WHAT YOU WILL DO: Reproduce word for word, from the entries below, the line with "click on Royal", the line with "Task: Click on the Hone", and every line between them, and nothing more.

Items from a dataset:
——

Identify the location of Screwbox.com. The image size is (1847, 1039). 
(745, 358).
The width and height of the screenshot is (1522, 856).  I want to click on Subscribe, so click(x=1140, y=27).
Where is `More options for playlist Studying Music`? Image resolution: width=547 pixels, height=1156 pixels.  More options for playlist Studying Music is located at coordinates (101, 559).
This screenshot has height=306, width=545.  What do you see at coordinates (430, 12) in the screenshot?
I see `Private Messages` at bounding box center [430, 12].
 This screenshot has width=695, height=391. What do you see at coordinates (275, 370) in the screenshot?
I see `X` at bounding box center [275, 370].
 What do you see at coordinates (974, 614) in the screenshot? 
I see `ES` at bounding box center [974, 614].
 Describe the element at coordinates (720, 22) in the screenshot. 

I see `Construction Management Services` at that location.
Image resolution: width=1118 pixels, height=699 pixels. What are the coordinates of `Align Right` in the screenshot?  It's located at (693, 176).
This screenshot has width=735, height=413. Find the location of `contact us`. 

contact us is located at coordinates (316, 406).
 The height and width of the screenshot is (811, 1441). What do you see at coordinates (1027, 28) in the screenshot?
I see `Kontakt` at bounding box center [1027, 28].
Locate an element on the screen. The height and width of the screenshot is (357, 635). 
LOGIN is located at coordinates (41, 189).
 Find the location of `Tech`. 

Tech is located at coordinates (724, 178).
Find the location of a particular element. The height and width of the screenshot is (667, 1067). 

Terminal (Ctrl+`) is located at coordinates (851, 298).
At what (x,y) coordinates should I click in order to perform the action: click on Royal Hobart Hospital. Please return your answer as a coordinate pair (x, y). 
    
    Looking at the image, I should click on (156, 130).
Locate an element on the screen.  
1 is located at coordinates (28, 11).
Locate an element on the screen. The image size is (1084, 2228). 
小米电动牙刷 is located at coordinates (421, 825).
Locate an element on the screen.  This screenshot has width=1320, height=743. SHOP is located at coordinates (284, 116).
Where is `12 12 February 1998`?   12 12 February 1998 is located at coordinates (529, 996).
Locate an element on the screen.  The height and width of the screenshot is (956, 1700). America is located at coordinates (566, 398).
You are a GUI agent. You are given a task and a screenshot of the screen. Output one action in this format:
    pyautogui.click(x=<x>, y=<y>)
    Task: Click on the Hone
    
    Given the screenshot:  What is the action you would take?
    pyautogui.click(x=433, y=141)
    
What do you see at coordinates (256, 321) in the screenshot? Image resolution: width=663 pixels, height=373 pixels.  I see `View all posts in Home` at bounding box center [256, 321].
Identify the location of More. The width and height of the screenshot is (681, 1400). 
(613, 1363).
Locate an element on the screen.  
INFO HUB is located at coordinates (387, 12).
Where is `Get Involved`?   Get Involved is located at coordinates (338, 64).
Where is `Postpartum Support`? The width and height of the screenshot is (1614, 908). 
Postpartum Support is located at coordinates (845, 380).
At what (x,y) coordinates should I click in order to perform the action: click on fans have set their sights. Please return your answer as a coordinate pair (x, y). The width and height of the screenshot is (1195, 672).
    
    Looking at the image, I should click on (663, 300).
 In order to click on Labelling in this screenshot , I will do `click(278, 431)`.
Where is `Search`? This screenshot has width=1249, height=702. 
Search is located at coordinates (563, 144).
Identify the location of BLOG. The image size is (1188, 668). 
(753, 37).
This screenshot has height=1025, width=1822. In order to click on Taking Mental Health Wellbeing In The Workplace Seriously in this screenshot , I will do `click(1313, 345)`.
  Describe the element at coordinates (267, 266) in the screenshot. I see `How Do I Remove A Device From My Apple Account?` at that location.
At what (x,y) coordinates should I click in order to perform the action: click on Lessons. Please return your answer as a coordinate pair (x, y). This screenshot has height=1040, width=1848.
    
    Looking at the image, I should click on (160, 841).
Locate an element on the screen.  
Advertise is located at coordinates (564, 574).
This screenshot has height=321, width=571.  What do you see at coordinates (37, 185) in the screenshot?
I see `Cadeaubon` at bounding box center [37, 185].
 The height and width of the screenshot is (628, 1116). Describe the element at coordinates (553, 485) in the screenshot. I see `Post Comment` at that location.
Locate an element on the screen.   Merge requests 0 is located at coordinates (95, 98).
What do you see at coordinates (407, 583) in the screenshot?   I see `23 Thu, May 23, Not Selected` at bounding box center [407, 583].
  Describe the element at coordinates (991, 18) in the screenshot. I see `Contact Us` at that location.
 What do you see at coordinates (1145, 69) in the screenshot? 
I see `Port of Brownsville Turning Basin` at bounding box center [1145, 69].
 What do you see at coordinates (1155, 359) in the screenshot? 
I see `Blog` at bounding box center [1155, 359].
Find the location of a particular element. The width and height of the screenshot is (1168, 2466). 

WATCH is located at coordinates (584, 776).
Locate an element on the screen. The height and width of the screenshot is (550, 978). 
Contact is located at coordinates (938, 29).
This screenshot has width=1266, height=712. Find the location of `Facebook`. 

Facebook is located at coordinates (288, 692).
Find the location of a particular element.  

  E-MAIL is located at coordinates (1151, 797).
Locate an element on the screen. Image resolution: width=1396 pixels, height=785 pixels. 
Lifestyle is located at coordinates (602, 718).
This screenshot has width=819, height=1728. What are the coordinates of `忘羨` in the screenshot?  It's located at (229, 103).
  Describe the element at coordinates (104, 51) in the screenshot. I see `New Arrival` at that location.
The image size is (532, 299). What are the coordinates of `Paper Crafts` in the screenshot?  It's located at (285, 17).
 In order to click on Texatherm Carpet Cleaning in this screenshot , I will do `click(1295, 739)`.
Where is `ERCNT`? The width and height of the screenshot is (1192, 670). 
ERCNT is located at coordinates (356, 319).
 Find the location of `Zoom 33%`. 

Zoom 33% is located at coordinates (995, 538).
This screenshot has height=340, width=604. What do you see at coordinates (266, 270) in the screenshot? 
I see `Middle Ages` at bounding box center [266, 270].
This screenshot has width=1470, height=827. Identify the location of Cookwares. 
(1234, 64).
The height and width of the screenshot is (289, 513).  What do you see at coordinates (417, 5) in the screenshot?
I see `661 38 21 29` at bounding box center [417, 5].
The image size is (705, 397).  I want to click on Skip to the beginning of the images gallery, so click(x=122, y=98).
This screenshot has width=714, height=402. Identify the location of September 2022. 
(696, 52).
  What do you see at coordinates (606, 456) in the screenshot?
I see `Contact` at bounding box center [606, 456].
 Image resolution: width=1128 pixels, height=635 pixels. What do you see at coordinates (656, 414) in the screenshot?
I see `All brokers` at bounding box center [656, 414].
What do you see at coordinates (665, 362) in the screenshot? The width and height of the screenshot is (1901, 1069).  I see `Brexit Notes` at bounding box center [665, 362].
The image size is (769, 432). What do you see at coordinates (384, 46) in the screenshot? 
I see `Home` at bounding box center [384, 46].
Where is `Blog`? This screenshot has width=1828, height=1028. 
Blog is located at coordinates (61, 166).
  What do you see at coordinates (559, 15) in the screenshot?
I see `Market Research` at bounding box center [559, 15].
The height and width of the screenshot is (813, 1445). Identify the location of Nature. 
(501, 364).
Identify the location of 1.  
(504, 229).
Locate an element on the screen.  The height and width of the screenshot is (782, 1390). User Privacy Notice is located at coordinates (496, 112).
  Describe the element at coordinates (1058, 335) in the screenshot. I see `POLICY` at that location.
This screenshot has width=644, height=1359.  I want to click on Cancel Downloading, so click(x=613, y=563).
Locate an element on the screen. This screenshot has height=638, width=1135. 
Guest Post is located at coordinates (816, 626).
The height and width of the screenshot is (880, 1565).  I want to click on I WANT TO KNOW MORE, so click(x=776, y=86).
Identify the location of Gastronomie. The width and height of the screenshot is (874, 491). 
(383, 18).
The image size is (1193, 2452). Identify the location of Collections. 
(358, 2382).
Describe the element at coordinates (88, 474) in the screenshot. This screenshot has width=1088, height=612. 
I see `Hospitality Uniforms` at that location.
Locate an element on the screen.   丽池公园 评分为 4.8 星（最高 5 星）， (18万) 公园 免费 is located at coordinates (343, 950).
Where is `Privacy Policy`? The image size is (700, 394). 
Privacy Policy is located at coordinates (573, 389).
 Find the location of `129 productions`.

——

OUTPUT BELOW:
At what (x,y) coordinates should I click in order to perform the action: click on Royal Hobart Hospital. Please return your answer as a coordinate pair (x, y). 
    
    Looking at the image, I should click on (156, 130).
Locate an element on the screen.  
1 is located at coordinates (28, 11).
Locate an element on the screen. The image size is (1084, 2228). 
小米电动牙刷 is located at coordinates (421, 825).
Locate an element on the screen.  This screenshot has width=1320, height=743. SHOP is located at coordinates (284, 116).
Where is `12 12 February 1998`?   12 12 February 1998 is located at coordinates (529, 996).
Locate an element on the screen.  The height and width of the screenshot is (956, 1700). America is located at coordinates (566, 398).
You are a GUI agent. You are given a task and a screenshot of the screen. Output one action in this format:
    pyautogui.click(x=<x>, y=<y>)
    Task: Click on the Hone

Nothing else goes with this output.